Australia’s ‘middle power’ myth
Australia’s ‘middle power’ myth
Gregory Clark

Australia’s ‘middle power’ myth

Talk of Australia as a ‘middle power’ sounds comforting, but our record in Asia and in global diplomacy often tells a different story.

The visit to Canberra by Canada’s prime minister Mark Carney has revived happy talk of Australia as a ‘middle power’.

But do we qualify? Australia’s past record has at times been worse even than that of ‘big power’ USA.

The Vietnam War was the test. Canada refused the US request to send troops. Instead, in March 1966, with the war was underway it sent a retired diplomat, Chester Ronning, to Hanoi in a bid to find a peace agreement to end the war.

Meanwhile what was the Australian government doing?

At the time I was working in our Moscow Embassy. There, incredibly, we were told to inform the Soviets that Australia was disappointed at Moscow’s inability to realise the need to counter the vicious Viet Cong aggression in Vietnam.

Back in Canberra I discovered that in 1965 the government had tried to head off some high-level moves in the US to end Vietnam hostilities, then seen as inspired by Beijing.

Canberra’s obsession over China, clearly not shared by Canada at the time, was to be constant thread in Australia’s Asian policies. One of the uglier results was the willingness to abet Indonesian’s atrocities in East Timor, including the killing of Australian journalists, in the belief Jakarta’s intervention was needed to head off an opposition party, Fretilin, then seen as Chinese influenced.

Fretilin has since come to power, and we have not seen any Chinese takeover.

In 1971 when China’s premier, Zhou En-lai, was struggling against fanatics in his bid to open China to the outside world by inviting the world’s ping-pong teams to Beijing, even the US said yes.

Canberra said no.

Then when the Australian team decided to ignore the government and go, we discovered Canberra had tried to prevent the team from accepting Zhou’s invitation by organising a Taiwan visit instead. Not much ‘middle country’ wisdom and moderation there.

It was only the publicity created by Zhou’s ‘ping-pong’ diplomacy that forced Canberra out of its stubborn refusal to recognise Beijing.

Elsewhere Australia has been notorious for its Asian apathy, the reluctance to learn Asian languages especially. When even Sweden and a very distant EU felt compelled to try to broker an end to the 30 year struggle by Indonesia’s Aceh province separatists, Australia’s government just looked on.

When John Menadue, as former ambassador to Japan, tried to propose a working holiday visa scheme to allow young Japanese to come to Australia, government bureaucrats tried to say no. The scheme has since been adopted, and copied worldwide.

Maybe it’s time to tone down the self-congratulations about middle power virtue, and try a bit harder to be like Canada?

The views expressed in this article may or may not reflect those of Pearls and Irritations.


> _The problem_: Take the entries below and print, exactly, the stretch from the line containing "What do you see at coordinates (339, 77)" through the line containing "The height and width of the screenshot is (416, 869).", both included.

⁂

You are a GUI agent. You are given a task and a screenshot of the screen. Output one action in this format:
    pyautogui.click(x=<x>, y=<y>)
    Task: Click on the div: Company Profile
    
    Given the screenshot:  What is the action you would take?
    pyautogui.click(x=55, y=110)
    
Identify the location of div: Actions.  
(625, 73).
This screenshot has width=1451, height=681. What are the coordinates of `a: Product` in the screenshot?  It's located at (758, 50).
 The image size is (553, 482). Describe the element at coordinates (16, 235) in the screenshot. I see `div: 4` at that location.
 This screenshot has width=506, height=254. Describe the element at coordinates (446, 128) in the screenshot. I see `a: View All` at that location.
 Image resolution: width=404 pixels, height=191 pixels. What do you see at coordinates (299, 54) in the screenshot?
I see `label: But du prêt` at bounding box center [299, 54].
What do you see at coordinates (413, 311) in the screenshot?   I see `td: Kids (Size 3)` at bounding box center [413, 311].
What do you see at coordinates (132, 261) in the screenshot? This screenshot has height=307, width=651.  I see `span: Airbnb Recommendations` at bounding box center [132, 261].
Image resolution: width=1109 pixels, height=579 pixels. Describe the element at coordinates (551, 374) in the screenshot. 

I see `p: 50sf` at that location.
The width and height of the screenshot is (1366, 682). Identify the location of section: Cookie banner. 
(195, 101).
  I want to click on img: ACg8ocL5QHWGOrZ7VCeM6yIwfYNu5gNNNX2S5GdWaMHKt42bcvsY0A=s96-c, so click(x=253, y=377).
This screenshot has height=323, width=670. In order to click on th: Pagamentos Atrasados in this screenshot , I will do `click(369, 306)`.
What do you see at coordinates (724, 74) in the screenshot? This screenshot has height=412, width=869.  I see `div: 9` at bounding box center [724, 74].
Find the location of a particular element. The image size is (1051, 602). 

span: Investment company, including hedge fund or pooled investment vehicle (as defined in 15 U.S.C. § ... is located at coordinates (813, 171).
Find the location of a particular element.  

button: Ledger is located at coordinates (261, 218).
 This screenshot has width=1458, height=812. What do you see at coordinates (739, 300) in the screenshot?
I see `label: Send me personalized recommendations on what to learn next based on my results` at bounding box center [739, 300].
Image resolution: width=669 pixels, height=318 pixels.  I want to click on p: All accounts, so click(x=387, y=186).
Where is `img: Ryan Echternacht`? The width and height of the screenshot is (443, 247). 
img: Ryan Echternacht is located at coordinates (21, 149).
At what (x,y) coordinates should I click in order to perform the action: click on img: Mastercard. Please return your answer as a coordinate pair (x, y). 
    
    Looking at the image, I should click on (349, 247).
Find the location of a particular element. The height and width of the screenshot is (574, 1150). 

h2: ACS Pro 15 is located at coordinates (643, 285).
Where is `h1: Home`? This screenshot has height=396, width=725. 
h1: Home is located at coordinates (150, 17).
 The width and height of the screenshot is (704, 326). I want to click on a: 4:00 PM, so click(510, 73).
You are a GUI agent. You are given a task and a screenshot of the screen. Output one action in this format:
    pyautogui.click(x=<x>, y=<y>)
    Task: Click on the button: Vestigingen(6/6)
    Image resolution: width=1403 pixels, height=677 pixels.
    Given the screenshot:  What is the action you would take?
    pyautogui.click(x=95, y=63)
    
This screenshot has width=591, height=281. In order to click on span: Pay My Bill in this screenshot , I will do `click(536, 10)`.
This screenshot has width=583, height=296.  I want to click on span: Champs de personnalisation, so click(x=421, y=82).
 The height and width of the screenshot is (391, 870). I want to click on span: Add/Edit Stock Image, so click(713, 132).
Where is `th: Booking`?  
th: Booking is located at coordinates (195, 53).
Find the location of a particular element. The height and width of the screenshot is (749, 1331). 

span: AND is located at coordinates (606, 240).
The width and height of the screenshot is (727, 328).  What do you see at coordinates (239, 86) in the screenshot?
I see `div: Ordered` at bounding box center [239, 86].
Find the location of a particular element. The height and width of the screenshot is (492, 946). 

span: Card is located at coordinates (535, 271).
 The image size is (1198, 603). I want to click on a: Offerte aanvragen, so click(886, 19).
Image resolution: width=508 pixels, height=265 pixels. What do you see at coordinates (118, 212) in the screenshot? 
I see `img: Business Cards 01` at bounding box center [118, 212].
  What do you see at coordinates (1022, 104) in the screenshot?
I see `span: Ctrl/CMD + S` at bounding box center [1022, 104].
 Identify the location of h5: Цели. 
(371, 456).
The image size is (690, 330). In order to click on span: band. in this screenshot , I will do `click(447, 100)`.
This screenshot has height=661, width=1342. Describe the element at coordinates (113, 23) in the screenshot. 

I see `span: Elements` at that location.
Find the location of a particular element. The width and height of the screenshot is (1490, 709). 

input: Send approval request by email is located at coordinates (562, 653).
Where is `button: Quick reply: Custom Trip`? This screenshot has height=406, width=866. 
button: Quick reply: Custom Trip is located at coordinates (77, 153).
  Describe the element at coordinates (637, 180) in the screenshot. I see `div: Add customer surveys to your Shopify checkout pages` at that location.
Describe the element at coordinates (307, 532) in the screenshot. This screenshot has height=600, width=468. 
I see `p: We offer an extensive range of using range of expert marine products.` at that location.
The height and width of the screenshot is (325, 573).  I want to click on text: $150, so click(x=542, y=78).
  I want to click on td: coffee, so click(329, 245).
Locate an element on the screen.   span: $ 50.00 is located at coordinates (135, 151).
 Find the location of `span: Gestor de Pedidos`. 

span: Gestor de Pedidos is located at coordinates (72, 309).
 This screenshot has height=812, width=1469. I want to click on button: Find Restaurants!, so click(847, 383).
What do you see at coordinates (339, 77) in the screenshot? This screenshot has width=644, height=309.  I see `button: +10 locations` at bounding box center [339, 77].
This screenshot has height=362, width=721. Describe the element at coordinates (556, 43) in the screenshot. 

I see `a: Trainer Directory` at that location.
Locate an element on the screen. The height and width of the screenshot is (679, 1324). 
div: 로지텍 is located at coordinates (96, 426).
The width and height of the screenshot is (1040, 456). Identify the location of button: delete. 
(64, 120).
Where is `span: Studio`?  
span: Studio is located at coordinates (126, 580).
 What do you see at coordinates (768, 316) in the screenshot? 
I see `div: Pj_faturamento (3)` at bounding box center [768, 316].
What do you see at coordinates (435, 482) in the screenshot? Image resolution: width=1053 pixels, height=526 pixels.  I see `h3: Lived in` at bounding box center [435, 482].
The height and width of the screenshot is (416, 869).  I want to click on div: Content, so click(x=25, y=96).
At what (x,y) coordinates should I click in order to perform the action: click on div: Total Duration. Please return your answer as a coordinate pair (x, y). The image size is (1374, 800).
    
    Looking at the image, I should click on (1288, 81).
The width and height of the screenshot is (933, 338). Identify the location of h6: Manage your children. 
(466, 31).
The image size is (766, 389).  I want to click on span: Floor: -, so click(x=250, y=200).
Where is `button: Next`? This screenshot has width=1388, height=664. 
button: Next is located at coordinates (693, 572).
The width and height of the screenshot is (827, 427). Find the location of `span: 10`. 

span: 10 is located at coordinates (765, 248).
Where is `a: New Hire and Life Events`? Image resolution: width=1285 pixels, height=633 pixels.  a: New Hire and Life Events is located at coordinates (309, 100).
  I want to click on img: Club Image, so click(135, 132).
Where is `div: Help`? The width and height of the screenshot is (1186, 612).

⁂

> _Expected answer_:
What do you see at coordinates (339, 77) in the screenshot? This screenshot has width=644, height=309.  I see `button: +10 locations` at bounding box center [339, 77].
This screenshot has height=362, width=721. Describe the element at coordinates (556, 43) in the screenshot. 

I see `a: Trainer Directory` at that location.
Locate an element on the screen. The height and width of the screenshot is (679, 1324). 
div: 로지텍 is located at coordinates (96, 426).
The width and height of the screenshot is (1040, 456). Identify the location of button: delete. 
(64, 120).
Where is `span: Studio`?  
span: Studio is located at coordinates (126, 580).
 What do you see at coordinates (768, 316) in the screenshot? 
I see `div: Pj_faturamento (3)` at bounding box center [768, 316].
What do you see at coordinates (435, 482) in the screenshot? Image resolution: width=1053 pixels, height=526 pixels.  I see `h3: Lived in` at bounding box center [435, 482].
The height and width of the screenshot is (416, 869).  I want to click on div: Content, so click(x=25, y=96).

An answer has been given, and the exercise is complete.